When the authors that got votes from bots started abusing the power, the rest of community will likely stand out and start flagging, and it will ruin the author's rep. Given that we'll have 7 days to review, it's easier for the "good people" to react. I don't think a wise author will do so, unless she/he need quick money, or the account is compromised.
By the way, it's up to the bots to implement better voting algorithms. Most bots are voting for money, they have incentives to not vote for contents that will be mass-flagged.
With the cultural stigma of the downvote this kind of abuse hasn't been discouraged even with efforts from a minority. Your votes and Dans were the only ones that mattered and they were countered by other whales to keep the rewards high despite the abuse. I'm not sure those same whales will turn a new leaf if somebody like @ozchartart went from posting 4 times daily to 10+ times daily.
That you and others disagree and your point of view doesn't happen to prevail in one instance doesn't mean the system doesn't work. It works when stakeholders actually agree on what constitutes abuse. There is no objective definition.

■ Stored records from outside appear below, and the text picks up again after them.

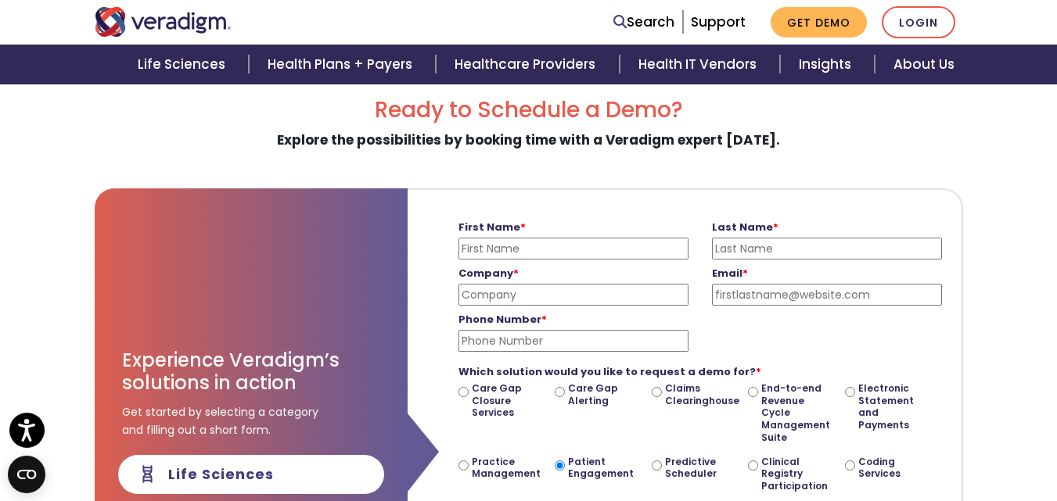  I want to click on a: Health Plans + Payers, so click(342, 64).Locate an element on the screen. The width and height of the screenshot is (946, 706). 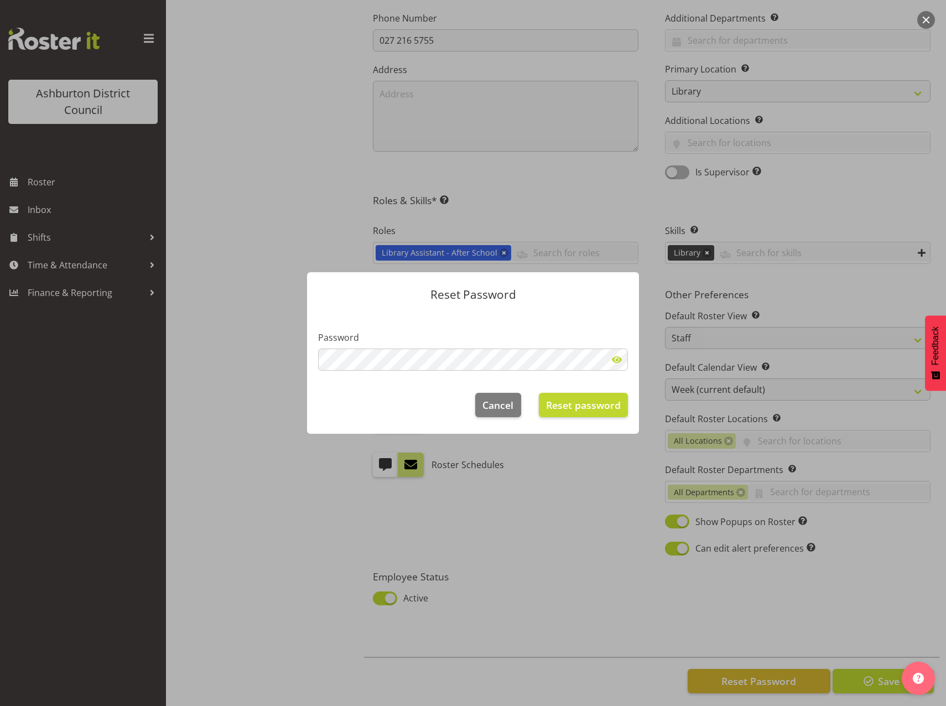
button: Reset password is located at coordinates (583, 405). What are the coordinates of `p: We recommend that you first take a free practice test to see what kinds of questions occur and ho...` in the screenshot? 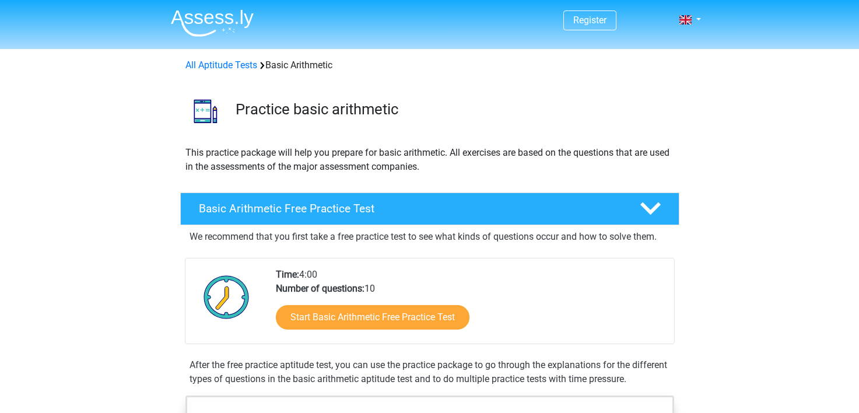 It's located at (430, 237).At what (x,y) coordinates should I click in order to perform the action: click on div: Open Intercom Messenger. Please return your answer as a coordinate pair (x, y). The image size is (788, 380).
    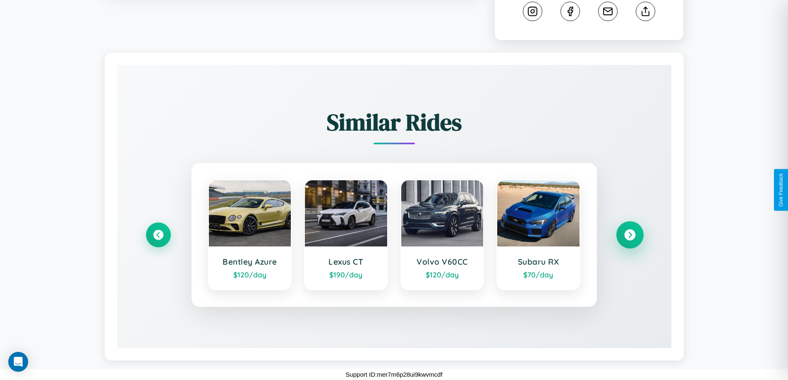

That said, it also works to an extent even when there is disagreement, in the sense that incentives favor choosing content to upvote that won't be downvoted at all, whether or not the downvoters succeed in driving the post value all the way down to zero.
I will agree with you there. The risk of wasting voting power wouldn't be worth it when seeking ROI, particularly from curation, which is already not that high for most users.
The question is - what can be done when the abusers are actually the larger stakeholders, as was the case a few months back? The other large stakeholders mostly took no action. So, if there is no reaction and other stakeholders don't have enough power to make a difference, the abuse goes on unabated. I don't know what the solution would be, but having the post reward limits/penalties would at least be able to curb that.
What other back-end options do you think there could be that could address abuse vs. unwillingness/ineffectiveness to mitigate it on the front-end?
I would say the same stake-holders are still "pod voting" The accounts change, but the behavior doesn't. No changes to the system will stop a few accounts that vote for a handful of accounts each day.
Maybe the builders of the bots can build a feature where they can vote on some of their fav. accounts on odd days, and different accounts on even days.
Downvote, and it is still effective in shifting the incentives even if you aren't a larger stakeholder.
Consider a whale who has a choice of where to deploy one of his or her valuable and scarce 40 (full) votes per day. Choice A will get downvoted and Choice B will not. The incentives then favor B.
Unfortunately this isn't an instant gratification solution, but because it takes time for incentives like this to work, but they do work.